Peninsula In Passage

We lived in the old farmhouse that had two big attic closets off the upstairs hallway and we played in them a lot. My parents’ car was a Whippet and I remember my mother getting stuck in a rut on the dirt road to the Planters Club where she took us to swim. I surprised my parents by stepping forward to join Beech Grove when I was only 5-years- old but the preacher said I must know what I was doing and told them to let me join. I went to the crossroads all the time and worked at both Arthurs’ and Brinkley’s stores. Mr. Arthur was the greatest postmaster in the world, opening at 7 a.m. and not closing until 9 or 10 at night and letting us charge the costs.

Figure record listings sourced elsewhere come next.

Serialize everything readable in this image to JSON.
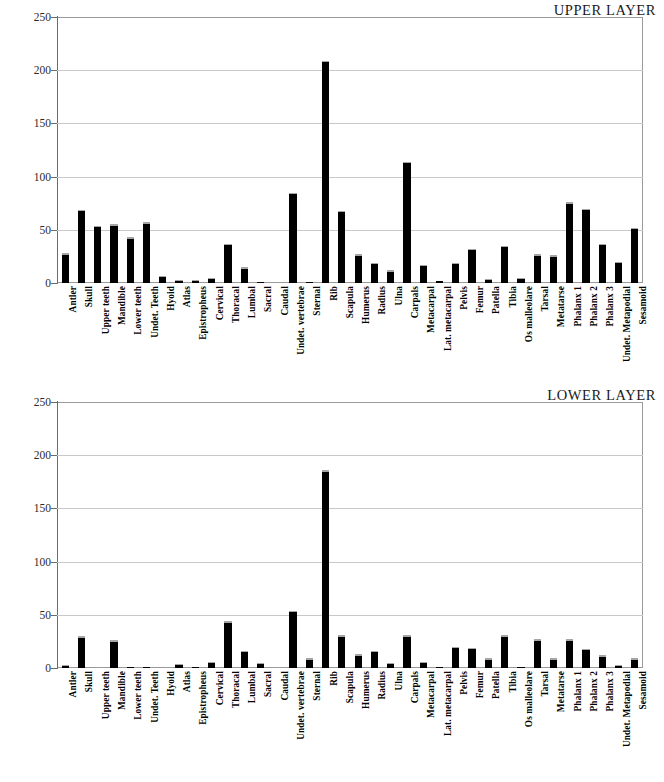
{
  "page": {
    "background": "#ffffff",
    "bar_color": "#000000",
    "grid_color": "#c8c8c8",
    "axis_color": "#6b6b6b"
  },
  "categories": [
    "Antler",
    "Skull",
    "Upper teeth",
    "Mandible",
    "Lower teeth",
    "Undet. Teeth",
    "Hyoid",
    "Atlas",
    "Epistropheus",
    "Cervical",
    "Thoracal",
    "Lumbal",
    "Sacral",
    "Caudal",
    "Undet. vertebrae",
    "Sternal",
    "Rib",
    "Scapula",
    "Humerus",
    "Radius",
    "Ulna",
    "Carpals",
    "Metacarpal",
    "Lat. metacarpal",
    "Pelvis",
    "Femur",
    "Patella",
    "Tibia",
    "Os malleolare",
    "Tarsal",
    "Metatarse",
    "Phalanx 1",
    "Phalanx 2",
    "Phalanx 3",
    "Undet. Metapodial",
    "Sesamoid"
  ],
  "yticks": [
    0,
    50,
    100,
    150,
    200,
    250
  ],
  "charts": [
    {
      "id": "upper",
      "title": "UPPER LAYER",
      "values": [
        28,
        69,
        54,
        55,
        43,
        57,
        7,
        3,
        3,
        5,
        37,
        15,
        1,
        0,
        85,
        1,
        209,
        68,
        27,
        19,
        12,
        114,
        17,
        2,
        19,
        32,
        4,
        35,
        5,
        27,
        26,
        76,
        70,
        37,
        20,
        52
      ]
    },
    {
      "id": "lower",
      "title": "LOWER LAYER",
      "values": [
        3,
        30,
        0,
        26,
        1,
        1,
        0,
        4,
        1,
        6,
        44,
        16,
        5,
        0,
        54,
        9,
        186,
        31,
        13,
        16,
        5,
        31,
        6,
        1,
        20,
        19,
        9,
        31,
        1,
        27,
        9,
        27,
        18,
        12,
        3,
        9
      ]
    }
  ],
  "chart_data": [
    {
      "type": "bar",
      "title": "UPPER LAYER",
      "xlabel": "",
      "ylabel": "",
      "ylim": [
        0,
        250
      ],
      "yticks": [
        0,
        50,
        100,
        150,
        200,
        250
      ],
      "grid": true,
      "legend": "none",
      "categories": [
        "Antler",
        "Skull",
        "Upper teeth",
        "Mandible",
        "Lower teeth",
        "Undet. Teeth",
        "Hyoid",
        "Atlas",
        "Epistropheus",
        "Cervical",
        "Thoracal",
        "Lumbal",
        "Sacral",
        "Caudal",
        "Undet. vertebrae",
        "Sternal",
        "Rib",
        "Scapula",
        "Humerus",
        "Radius",
        "Ulna",
        "Carpals",
        "Metacarpal",
        "Lat. metacarpal",
        "Pelvis",
        "Femur",
        "Patella",
        "Tibia",
        "Os malleolare",
        "Tarsal",
        "Metatarse",
        "Phalanx 1",
        "Phalanx 2",
        "Phalanx 3",
        "Undet. Metapodial",
        "Sesamoid"
      ],
      "values": [
        28,
        69,
        54,
        55,
        43,
        57,
        7,
        3,
        3,
        5,
        37,
        15,
        1,
        0,
        85,
        1,
        209,
        68,
        27,
        19,
        12,
        114,
        17,
        2,
        19,
        32,
        4,
        35,
        5,
        27,
        26,
        76,
        70,
        37,
        20,
        52
      ]
    },
    {
      "type": "bar",
      "title": "LOWER LAYER",
      "xlabel": "",
      "ylabel": "",
      "ylim": [
        0,
        250
      ],
      "yticks": [
        0,
        50,
        100,
        150,
        200,
        250
      ],
      "grid": true,
      "legend": "none",
      "categories": [
        "Antler",
        "Skull",
        "Upper teeth",
        "Mandible",
        "Lower teeth",
        "Undet. Teeth",
        "Hyoid",
        "Atlas",
        "Epistropheus",
        "Cervical",
        "Thoracal",
        "Lumbal",
        "Sacral",
        "Caudal",
        "Undet. vertebrae",
        "Sternal",
        "Rib",
        "Scapula",
        "Humerus",
        "Radius",
        "Ulna",
        "Carpals",
        "Metacarpal",
        "Lat. metacarpal",
        "Pelvis",
        "Femur",
        "Patella",
        "Tibia",
        "Os malleolare",
        "Tarsal",
        "Metatarse",
        "Phalanx 1",
        "Phalanx 2",
        "Phalanx 3",
        "Undet. Metapodial",
        "Sesamoid"
      ],
      "values": [
        3,
        30,
        0,
        26,
        1,
        1,
        0,
        4,
        1,
        6,
        44,
        16,
        5,
        0,
        54,
        9,
        186,
        31,
        13,
        16,
        5,
        31,
        6,
        1,
        20,
        19,
        9,
        31,
        1,
        27,
        9,
        27,
        18,
        12,
        3,
        9
      ]
    }
  ]
}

I graduated from Chuckatuck High School in 1944. They were the war years so we had no prom, but a picnic instead. Virginia Arthur Parker was in my class. Planters Club was the social place for parties, dances and weddings.

I started Virginia Tech during the summer I was 16. I was ready to go and the high schools only went to 11th grade then. While I was at Tech, Peggy Savage invited me to a dance at James Madison. She was 21 and I was 24 when we got married. We had two children, Hinton, Jr., and Margaret Duke. After Tech I worked for the National Bank in auditing and was in the Navy as a seaman apprentice. When I got out I worked for U.S. Plywood. I got into the cemetery business by accident. Peggy was out of town at a cousin’s wedding and talked to someone in the cemetery business. She came home and told me that’s what we should do. We built

Hinton D. Hurff at VA Tech

Meadowbrook Memorial Gardens on Shoulder’s Hill Road from a plowed field in 1960. Where Harbour View is now there were a bunch of farms with family cemeteries. We moved a whole cemetery to Meadowbrook. The names of the deceased in the Meadowbrook mausoleum read like a register of families in the area and include D. C. Glover and Chandler Harper. The Hurffs sold after 20 years when he was 53 but he retired for only a year. He went back to work in 1982 as president of Greenlawn Memorial Gardens, just down the road in Chesapeake. He served on the Obici Hospital Board for 23 years, on the Suffolk Industrial Authority’s Planning Committee and as the community’s unofficial ambassador for life.